How should we respond? By taking advantage of an economic-development opportunity for the ages.

The reports by now have become too numerous to dispute: People in droves are leaving, or want to leave, New York, San Francisco, Los Angeles, Seattle and other once-formidable coastal outposts. Now they want to get the heck out of Dodge because of the inhospitable results of Covid-19 lockdowns, the dispersal of white-collar work away from offices in Manhattan and Mountain View and Redmond, violent protests and calls to defund the police that are actually getting traction, and the ruination of restaurants and theaters and sports stadiums and museums and other entertainment and cultural venues that traditionally have helped define life in these places.

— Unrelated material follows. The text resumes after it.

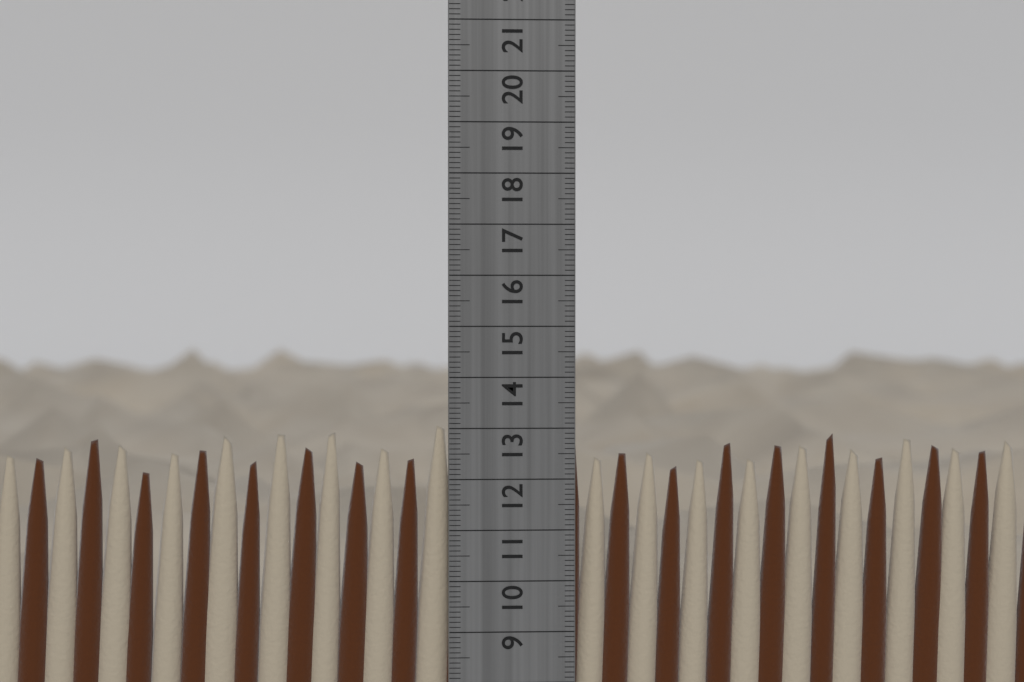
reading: 13.1 cm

In other words, many of the things that used to make life worth living in these hugely expensive and fundamentally inconvenient cities … have vanished, and many aren’t likely to return. So, many of their residents are acting rationally.

Consider this stat: A survey of San Francisco Bay Area tech workers in mid-May found that 42 percent would move to a less-expensive city if their employer asked them to work remotely full time. Many of these people already seem to be putting their money where their mouths are. There were 96 percent more property listings in San Francisco in the first week of August compared with a year earlier, according to Zillow.

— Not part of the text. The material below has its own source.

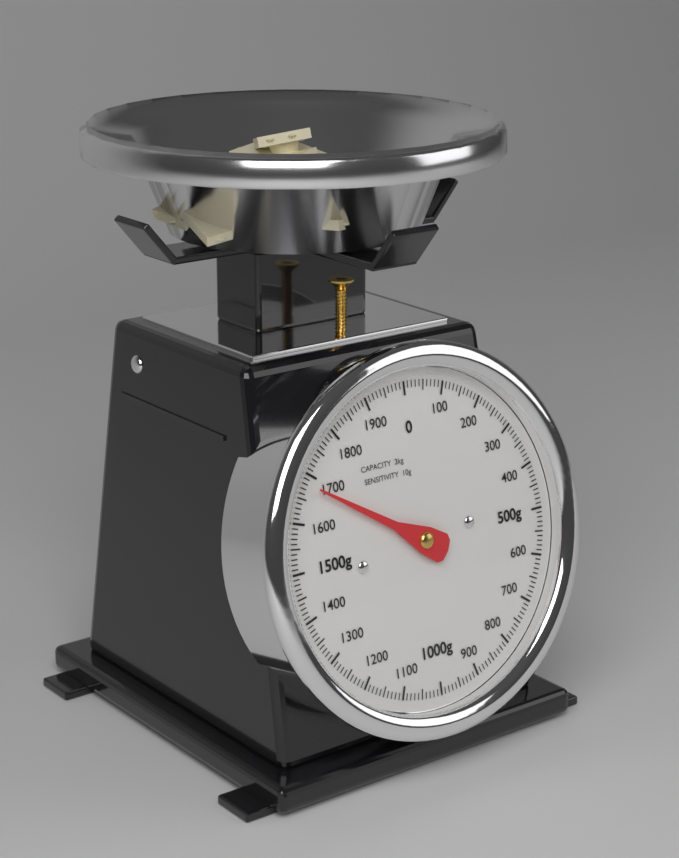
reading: 1680 g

So where are these people going? That’s a good question. They’re going all over, and wherever. And that’s why we in Flyover Country need to have a plan for snaring them.

Here’s my plan: The states and cities of the heartland should pull together in a concerted effort to put our case before these individuals and the companies to which they’re attached, and improve their understanding and appreciation of what we do in the rest of the country – and how we’d welcome them to join us.

In other words, CEOs, foundations, governments, state and local agencies and everyone else who’s got a stake in the economic improvement of Flyover Country should band together and recognize that we share a common stake. And that coalescing under a singular effort will be the best way to get the attention of those unfortunate people on the coasts for all the advantages of relocating to the heartland.

Read the rest of this piece at The Flyover Coalition.


Dale Buss is founder and executive director of The Flyover Coalition, a not-for-profit organization aimed at helping revitalize and promote the economy, companies and people of the region between the Appalachians and Rockies, the Gulf Coast and the Great Lakes. He is a long-time author, journalist, and magazine and newspaper editor, and contributor to Chief Executive, Forbes, the Wall Street Journal, the New York Times and many other publications. Buss is a Wisconsin native who lives in Michigan and has also lived in Texas, Pennsylvania and Florida.

Image: Flyover Coalition logo. Source: The Flyover Coalition.